“Positive behavior support is an applied science that uses educational methods to expand an individual’s behavior repertoire and systems change methods to redesign an individual’s living environment to first enhance the individual’s quality of life and, second, to minimize his or her problem behavior” (Carr, et al., 2002, p. 4).
Such support encompasses all strategies from an interdisciplinary perspective that increase a person’s competence in community based and inclusive settings. The essential goal of PBS is to eliminate the need for challenging behavior by increasing the person’s ability to meet his or her own needs. PBS has evolved from the philosophy and practice in three important sources in the disability services field. They are applied behavior analysis, the normalization/inclusion movement, and person-centered values. PBS includes these nine essential components:
- Comprehensive Lifestyle Change and Quality of Life: Rather than the focus of PBS being reduction of problem behavior, the focus is instead on increased quality of life for the focus person. By default, when individuals access more satisfying lifestyles, they have less necessity for challenging behavior to meet their needs.
- Life Span Perspective: While there may be a specific time during which a person experiences challenges, the PBS process recognizes the ongoing needs of a person from a life span lens. Consequently, a person may occasionally require higher intensity of support and regular updating of their plan as a result of the changing circumstances of their life.
- Ecological Validity: PBS is not intended to be a laboratory science, but a practical, field-based science with a high degree of applicability to ‘real-life settings.’ Thus, in place of highly controlled experimental settings, PBS supports an approach that involves typical intervention agents in typical settings for longer periods of time in all relevant venues.
- Stakeholder Participation: Rather than an expert driven model, PBS is a stakeholder driven model. Thus, rather than analysts, PBS requires skilled individuals who will facilitate teams toward their own interventions that value the person and incorporates the values of the community. It is the merging of a skilled team facilitator who has a high degree of expertise in supporting individuals using the principles of applied behavior analysis in community-based inclusive settings that sets PBS apart from the direct application of behavior analytic strategies.

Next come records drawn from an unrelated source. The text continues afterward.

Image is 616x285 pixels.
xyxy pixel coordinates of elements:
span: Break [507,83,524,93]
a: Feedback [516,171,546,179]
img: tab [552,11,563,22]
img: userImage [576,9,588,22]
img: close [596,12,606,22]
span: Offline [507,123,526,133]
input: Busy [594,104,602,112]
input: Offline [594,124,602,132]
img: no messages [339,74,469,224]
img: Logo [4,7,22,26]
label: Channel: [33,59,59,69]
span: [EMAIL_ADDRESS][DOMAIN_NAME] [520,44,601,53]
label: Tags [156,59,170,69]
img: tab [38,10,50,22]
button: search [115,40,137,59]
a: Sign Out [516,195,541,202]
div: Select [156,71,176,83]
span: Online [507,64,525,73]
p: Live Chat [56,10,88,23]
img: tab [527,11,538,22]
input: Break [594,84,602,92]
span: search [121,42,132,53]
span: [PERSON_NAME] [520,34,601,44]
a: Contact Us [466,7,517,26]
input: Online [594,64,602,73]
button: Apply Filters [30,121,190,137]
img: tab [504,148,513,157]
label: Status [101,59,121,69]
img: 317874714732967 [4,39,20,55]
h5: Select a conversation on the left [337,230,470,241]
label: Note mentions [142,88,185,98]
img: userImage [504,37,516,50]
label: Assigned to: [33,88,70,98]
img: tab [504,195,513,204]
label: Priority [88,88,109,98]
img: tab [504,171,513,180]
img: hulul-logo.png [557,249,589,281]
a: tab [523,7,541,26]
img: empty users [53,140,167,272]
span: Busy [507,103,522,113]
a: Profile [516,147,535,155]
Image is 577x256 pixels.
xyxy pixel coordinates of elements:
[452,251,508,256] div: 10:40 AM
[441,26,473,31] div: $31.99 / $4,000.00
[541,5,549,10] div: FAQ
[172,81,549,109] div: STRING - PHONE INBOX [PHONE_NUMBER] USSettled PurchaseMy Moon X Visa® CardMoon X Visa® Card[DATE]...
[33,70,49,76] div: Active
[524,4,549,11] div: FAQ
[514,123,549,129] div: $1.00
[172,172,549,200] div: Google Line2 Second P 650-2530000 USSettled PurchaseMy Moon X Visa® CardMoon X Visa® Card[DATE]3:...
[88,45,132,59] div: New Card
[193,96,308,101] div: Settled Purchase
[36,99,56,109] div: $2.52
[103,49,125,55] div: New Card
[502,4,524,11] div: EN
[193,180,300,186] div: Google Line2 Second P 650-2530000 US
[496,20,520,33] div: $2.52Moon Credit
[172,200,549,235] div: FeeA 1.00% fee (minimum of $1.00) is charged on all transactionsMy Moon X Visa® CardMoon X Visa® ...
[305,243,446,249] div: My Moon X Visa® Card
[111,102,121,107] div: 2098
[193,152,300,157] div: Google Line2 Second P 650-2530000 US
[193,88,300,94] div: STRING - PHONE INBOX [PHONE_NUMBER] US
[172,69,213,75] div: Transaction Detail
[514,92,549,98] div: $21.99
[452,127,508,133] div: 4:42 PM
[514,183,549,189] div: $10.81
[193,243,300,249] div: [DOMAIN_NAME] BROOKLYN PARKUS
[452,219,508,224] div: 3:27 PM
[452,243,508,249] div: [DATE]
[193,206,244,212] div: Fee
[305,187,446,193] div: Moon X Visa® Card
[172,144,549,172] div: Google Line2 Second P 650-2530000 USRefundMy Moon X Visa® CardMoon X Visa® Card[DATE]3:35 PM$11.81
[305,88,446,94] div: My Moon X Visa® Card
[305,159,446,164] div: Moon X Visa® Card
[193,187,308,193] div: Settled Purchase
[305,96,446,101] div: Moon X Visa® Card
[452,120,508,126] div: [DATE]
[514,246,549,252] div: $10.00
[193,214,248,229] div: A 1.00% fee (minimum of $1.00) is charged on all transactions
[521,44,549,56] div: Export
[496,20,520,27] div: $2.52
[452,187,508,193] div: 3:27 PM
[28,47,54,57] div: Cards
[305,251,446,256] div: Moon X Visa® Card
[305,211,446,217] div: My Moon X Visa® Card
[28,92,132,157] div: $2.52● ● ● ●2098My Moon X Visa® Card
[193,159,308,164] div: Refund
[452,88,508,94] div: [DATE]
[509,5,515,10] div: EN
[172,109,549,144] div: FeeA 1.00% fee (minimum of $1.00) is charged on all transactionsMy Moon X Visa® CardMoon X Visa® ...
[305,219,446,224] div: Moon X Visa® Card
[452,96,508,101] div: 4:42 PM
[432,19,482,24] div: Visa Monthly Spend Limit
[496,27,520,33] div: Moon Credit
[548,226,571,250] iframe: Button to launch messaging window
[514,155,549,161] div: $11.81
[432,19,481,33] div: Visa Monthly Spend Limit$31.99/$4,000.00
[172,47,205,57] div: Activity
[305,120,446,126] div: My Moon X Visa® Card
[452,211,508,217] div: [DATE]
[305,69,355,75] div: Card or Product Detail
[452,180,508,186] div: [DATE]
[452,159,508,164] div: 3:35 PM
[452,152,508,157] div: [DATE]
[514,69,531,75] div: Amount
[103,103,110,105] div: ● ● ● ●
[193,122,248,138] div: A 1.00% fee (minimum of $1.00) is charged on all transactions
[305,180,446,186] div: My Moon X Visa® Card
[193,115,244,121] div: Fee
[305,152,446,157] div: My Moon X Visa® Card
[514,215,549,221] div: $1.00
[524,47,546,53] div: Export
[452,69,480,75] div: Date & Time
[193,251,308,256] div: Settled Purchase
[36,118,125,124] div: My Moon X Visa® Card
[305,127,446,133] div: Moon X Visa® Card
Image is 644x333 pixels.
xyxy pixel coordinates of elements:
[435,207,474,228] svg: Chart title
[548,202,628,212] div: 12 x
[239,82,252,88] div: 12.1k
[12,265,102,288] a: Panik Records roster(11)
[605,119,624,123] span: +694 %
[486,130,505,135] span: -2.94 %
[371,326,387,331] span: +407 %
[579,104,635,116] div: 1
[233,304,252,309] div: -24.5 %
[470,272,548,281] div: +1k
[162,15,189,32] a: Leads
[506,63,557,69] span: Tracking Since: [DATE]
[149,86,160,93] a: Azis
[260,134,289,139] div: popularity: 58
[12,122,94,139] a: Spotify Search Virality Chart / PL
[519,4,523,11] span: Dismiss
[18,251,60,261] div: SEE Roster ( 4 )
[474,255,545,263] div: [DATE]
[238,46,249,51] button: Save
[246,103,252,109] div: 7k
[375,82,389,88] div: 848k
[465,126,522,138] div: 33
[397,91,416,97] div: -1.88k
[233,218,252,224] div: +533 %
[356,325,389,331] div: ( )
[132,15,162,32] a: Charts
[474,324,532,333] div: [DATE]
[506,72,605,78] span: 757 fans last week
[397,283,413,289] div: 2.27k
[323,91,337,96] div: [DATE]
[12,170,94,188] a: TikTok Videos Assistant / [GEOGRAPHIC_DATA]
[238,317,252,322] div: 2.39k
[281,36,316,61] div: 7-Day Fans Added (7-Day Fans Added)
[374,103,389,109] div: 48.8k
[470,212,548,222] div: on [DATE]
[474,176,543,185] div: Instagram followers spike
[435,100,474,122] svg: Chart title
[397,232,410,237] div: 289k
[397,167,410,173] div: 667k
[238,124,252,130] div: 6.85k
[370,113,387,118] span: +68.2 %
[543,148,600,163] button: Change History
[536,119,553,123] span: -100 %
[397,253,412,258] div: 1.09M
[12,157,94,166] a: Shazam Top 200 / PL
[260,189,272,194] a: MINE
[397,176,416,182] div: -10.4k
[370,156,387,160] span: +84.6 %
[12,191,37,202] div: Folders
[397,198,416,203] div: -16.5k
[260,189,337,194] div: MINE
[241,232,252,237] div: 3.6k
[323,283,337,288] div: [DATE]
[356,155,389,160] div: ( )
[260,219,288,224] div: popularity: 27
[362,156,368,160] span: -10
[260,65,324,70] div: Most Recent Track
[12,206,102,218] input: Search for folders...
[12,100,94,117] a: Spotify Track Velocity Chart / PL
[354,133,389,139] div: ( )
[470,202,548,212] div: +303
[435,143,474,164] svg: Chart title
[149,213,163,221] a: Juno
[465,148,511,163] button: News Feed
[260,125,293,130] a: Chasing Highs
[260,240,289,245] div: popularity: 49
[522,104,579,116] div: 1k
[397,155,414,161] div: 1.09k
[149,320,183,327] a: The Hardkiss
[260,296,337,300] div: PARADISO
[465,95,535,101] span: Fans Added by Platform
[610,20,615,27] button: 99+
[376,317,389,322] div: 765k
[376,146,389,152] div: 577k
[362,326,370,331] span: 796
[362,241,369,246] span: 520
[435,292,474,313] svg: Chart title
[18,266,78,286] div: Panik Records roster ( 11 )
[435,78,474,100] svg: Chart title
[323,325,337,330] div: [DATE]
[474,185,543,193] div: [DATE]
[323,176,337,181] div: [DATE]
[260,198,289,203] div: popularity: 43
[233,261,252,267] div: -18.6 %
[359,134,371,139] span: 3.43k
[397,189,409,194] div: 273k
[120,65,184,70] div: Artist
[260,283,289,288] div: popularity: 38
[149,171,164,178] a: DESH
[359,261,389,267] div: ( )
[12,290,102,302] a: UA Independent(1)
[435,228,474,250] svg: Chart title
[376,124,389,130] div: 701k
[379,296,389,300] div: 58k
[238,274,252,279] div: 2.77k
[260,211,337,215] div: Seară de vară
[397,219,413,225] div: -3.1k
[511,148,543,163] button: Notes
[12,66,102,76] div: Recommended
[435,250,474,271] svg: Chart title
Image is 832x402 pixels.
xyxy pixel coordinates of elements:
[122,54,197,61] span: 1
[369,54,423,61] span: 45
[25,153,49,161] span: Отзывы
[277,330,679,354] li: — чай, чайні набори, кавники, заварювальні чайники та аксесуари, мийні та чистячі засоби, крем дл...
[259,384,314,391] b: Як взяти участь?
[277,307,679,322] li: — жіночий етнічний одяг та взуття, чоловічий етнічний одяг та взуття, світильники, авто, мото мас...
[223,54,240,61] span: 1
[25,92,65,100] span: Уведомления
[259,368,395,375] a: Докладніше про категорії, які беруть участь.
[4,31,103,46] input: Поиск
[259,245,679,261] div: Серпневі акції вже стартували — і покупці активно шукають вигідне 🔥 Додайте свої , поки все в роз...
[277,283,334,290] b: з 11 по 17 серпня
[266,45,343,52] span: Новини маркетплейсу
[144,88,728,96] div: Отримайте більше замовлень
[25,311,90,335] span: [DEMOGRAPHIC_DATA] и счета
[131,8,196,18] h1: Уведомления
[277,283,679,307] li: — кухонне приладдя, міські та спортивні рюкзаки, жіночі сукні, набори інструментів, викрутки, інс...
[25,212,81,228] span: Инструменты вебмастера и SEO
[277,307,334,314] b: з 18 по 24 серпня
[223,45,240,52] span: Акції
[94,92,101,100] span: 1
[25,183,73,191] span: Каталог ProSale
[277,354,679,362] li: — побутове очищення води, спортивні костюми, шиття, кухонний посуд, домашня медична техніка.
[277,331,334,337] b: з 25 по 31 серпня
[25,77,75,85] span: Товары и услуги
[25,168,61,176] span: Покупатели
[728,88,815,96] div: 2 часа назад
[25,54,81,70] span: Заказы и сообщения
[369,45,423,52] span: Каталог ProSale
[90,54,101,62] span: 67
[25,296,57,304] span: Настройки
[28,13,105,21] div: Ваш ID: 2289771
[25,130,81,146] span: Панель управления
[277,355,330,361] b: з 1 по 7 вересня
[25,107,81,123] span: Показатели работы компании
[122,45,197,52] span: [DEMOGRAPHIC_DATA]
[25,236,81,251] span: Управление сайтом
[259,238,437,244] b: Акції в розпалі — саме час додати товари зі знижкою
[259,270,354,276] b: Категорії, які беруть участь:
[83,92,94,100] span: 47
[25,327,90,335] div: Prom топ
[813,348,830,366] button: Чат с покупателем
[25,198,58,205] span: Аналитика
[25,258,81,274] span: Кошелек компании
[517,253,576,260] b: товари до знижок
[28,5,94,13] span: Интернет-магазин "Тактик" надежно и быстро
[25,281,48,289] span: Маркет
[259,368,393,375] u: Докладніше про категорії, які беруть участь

- Validity: Simply put, this component demands that interventions be practical for the average team member to implement. Thus it is essential that PBS plans be evaluated against such criteria as the team members’ judgement of the plan’s practicality, desirability, goodness of fit with their values, and subjective effectiveness with respect to the person’s problem behavior, and quality of life.
- Systems Change and Multicomponent Intervention: The central focus of PBS is not on fixing problem behavior, but on changing environmental contexts in which problem behavior is most likely to occur. Thus meaningful plans include a combination of antecedent strategies, teaching new replacement and adaptive behavior, and consequential strategies to increase adaptive behavior.
- Emphasis on Prevention: PBS proposes the best time to change a problem behavior is before it occurs. This proactive approach to problem behavior is quite divergent from other approaches that rely on consequences and crisis driven strategies.
- Flexibility with Respect to Scientific Practices: As an experimental science, PBS strives to find the balance between controlled experimental conditions and the lack of control in applied settings. Thus there is encouragement to use correctional and naturalistic observations in place of repeated manipulation of independent variables over time.
- Multiple Theoretical Perspectives: PBS draws on the science of multiple fields including systems analysis, ecological psychology, applied behavior analysis, community psychology, sociology, social work, and disability studies among other fields.
In sum, positive behavior support is a scientifically validated practice that seeks to increase a person’s competence in community-based settings with peers of the person’s choosing through the application of behavioral techniques which, by default, results in a decrease in challenging behaviors.